Dishcloth and pokebox

I finished my crocheted dishcloth!  It actually went pretty quickly once I got the hang of it.  Now that I know what I’m doing, I might have to go and buy some more wool (or cotton, or cotton wool… you know what I mean) so I can make another one to have as a spare. But this time in a plain colour that’s a bit easier to see!

My super busy and social weekend continued yesterday with the Harvestbirds coming over for lunch.  I’d promised this to the mini-Harvestbirds a few weeks ago when Harvestbird dropped by to pick up the wee sewing machine (which she’s borrowing while deciding whether she wants to buy herself a machine), and they were most disappointed when they weren’t allowed to stay.  So I’d promised them that on my first free day they could come over.
It was a very nice lunch (with way too much food, as usual, but that’s what having friends over is all about!), followed by several complicated games involving various dolls that I kept getting the names wrong of, and which had particularly disturbing body types (especially the ones that were (apparently) human versions of My Little Ponies, and wore unfeasably large boots) – I never thought I’d look fondly on Barbie dolls as having presented a comparatively realistic body image!  Then the elder mini-HB declared it was time to play “that drawing game we played last time”, which I eventually worked out was the simplified version of Pictionary we’d came up with on a previous visit (probably about a year ago!).  So we arranged ourselves into teams (after much discussion of the fact that having kids vs adults probably wouldn’t work very well when one of the kids isn’t old enough to be able to read the cards yet…) and took turns drawing a word from the cards (generally selected by the adult on the teams to be the easiest for the children to ether draw or guess).
I love seeing how kids’ brains work as they play Pictionary or charades, or any of those games that rely so heavily on theory of mind.  It’s often not until the word is guessed before you can actually figure out what the picture was supposed to be, and how that relates in any way to the actual word – like when younger mini-HB was tasked with drawing a boat, so spent a very long time drawing water, but never actually got round to drawing the boat.  Or, best of all, when elder mini-HB had to draw a box, so drew a pokeball, and then something resembling a cat. We spent a long time guessing various pokemon creatures (assuming she’d got bored with the word on the card and decided to draw something else, because I knew my edition of the game long pre-dated pokemon!) before realising that the cat-thing was actually supposed to be a box with its top flaps open, and the pokeball wasn’t capturing it, but being put in the box.  The logic of the drawing was impeccable.  To a six-year-old.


* [WHAT YOU NEED TO DO] What is needed is an exact copy of the data below, pictures excluded.
++++
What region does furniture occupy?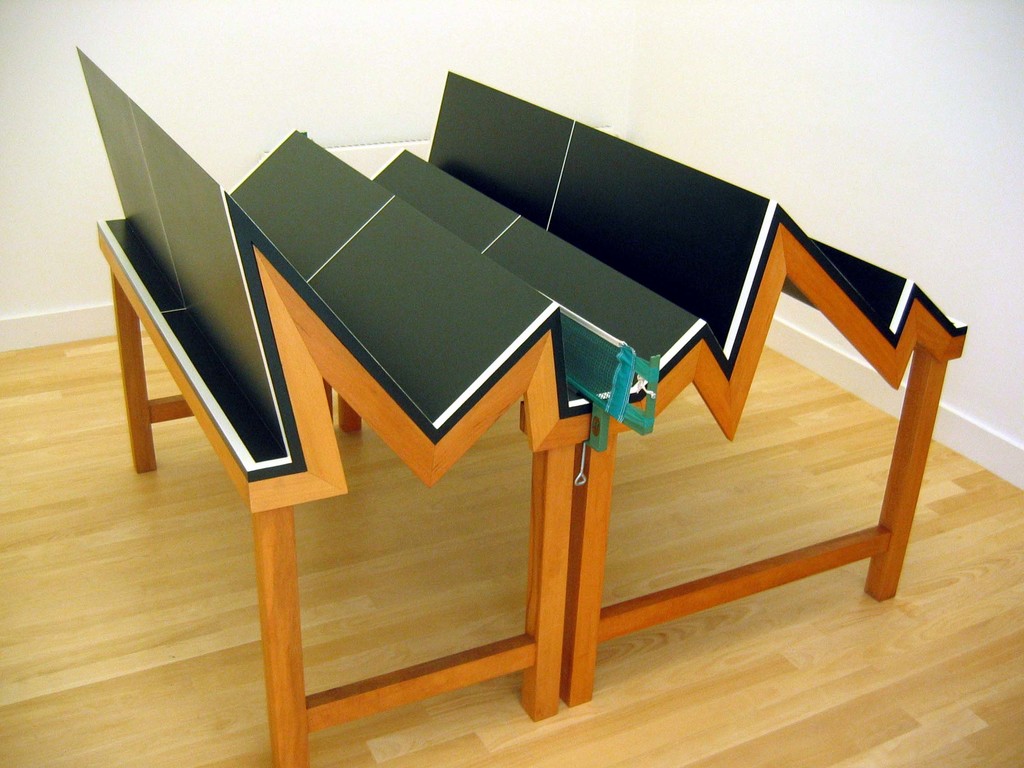
select_region(74, 40, 969, 767).
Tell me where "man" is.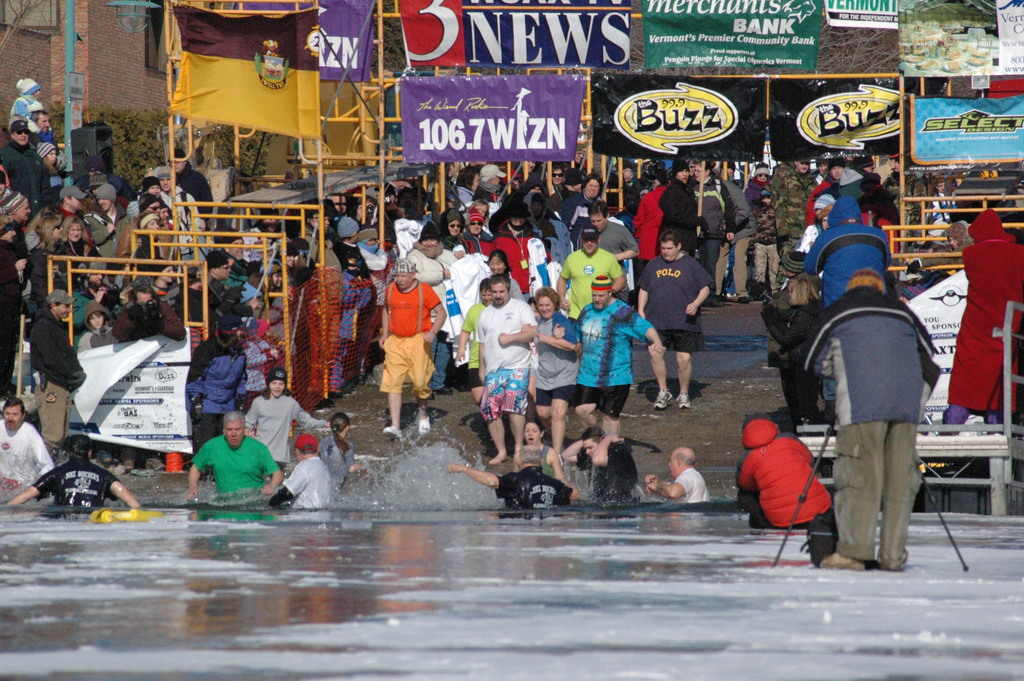
"man" is at box(476, 275, 538, 465).
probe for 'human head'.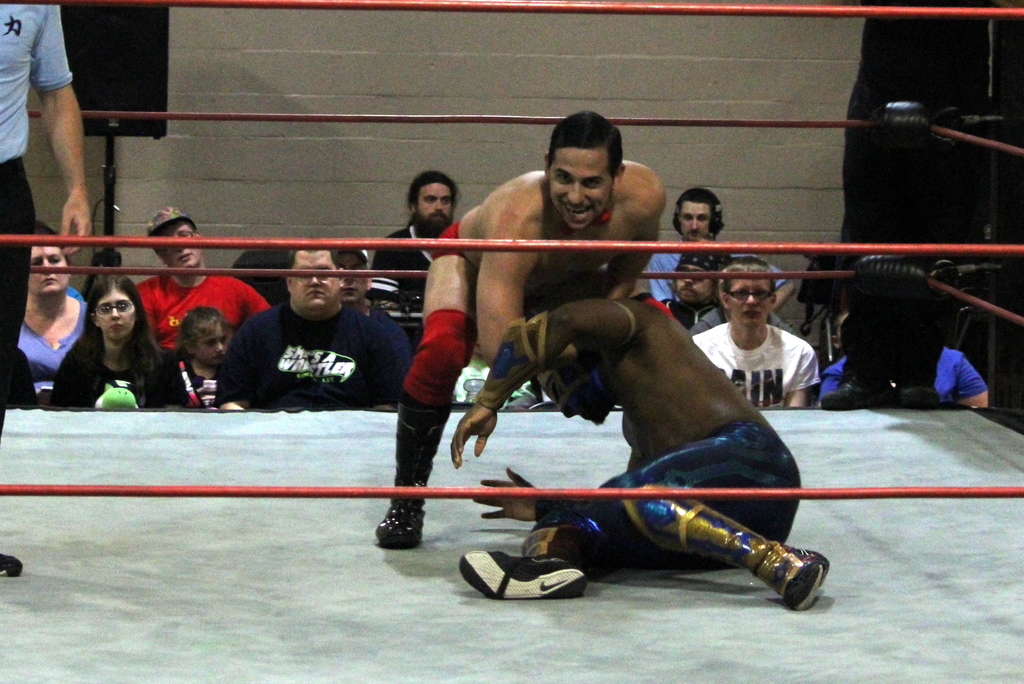
Probe result: bbox=[719, 257, 782, 327].
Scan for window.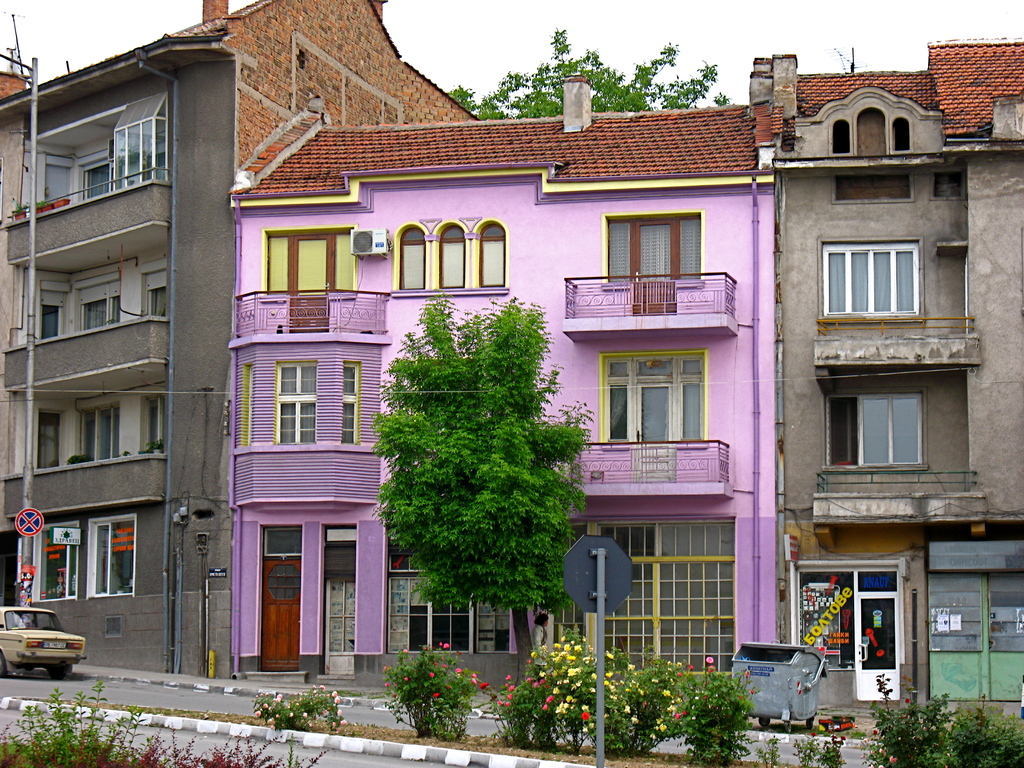
Scan result: rect(74, 399, 118, 463).
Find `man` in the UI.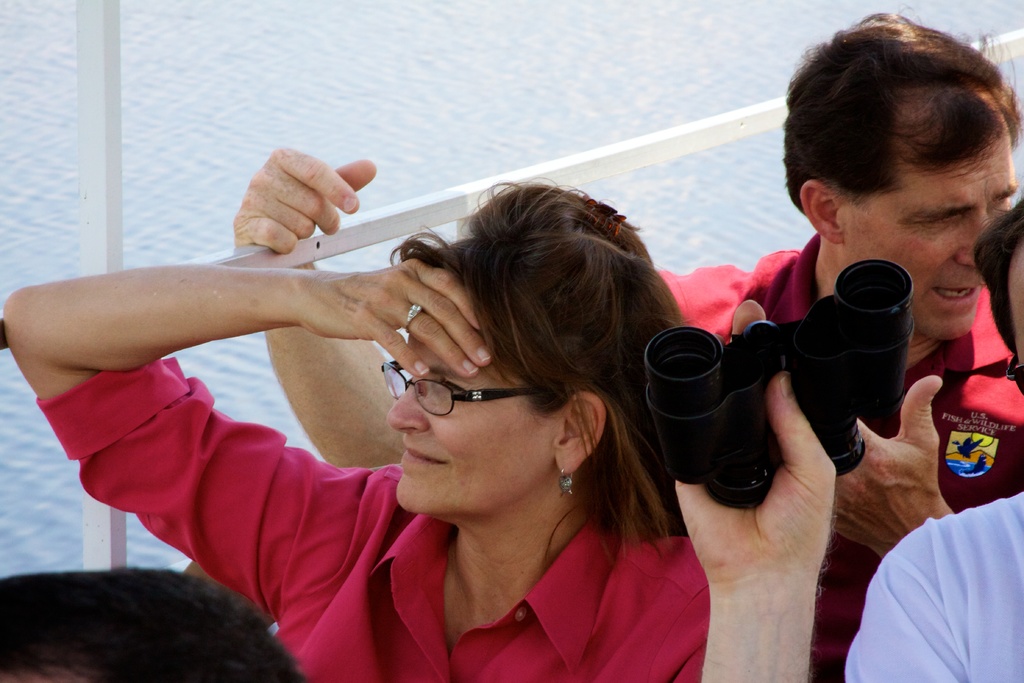
UI element at [x1=671, y1=191, x2=1023, y2=682].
++++
* [RESPONSE]
What region does furniture occupy?
select_region(74, 40, 969, 767).
Tell me where "man" is.
"man" is at box(476, 275, 538, 465).
probe for 'human head'.
Probe result: bbox=[719, 257, 782, 327].
Scan for window.
Scan result: rect(74, 399, 118, 463).
Find `man` in the UI.
UI element at [x1=671, y1=191, x2=1023, y2=682].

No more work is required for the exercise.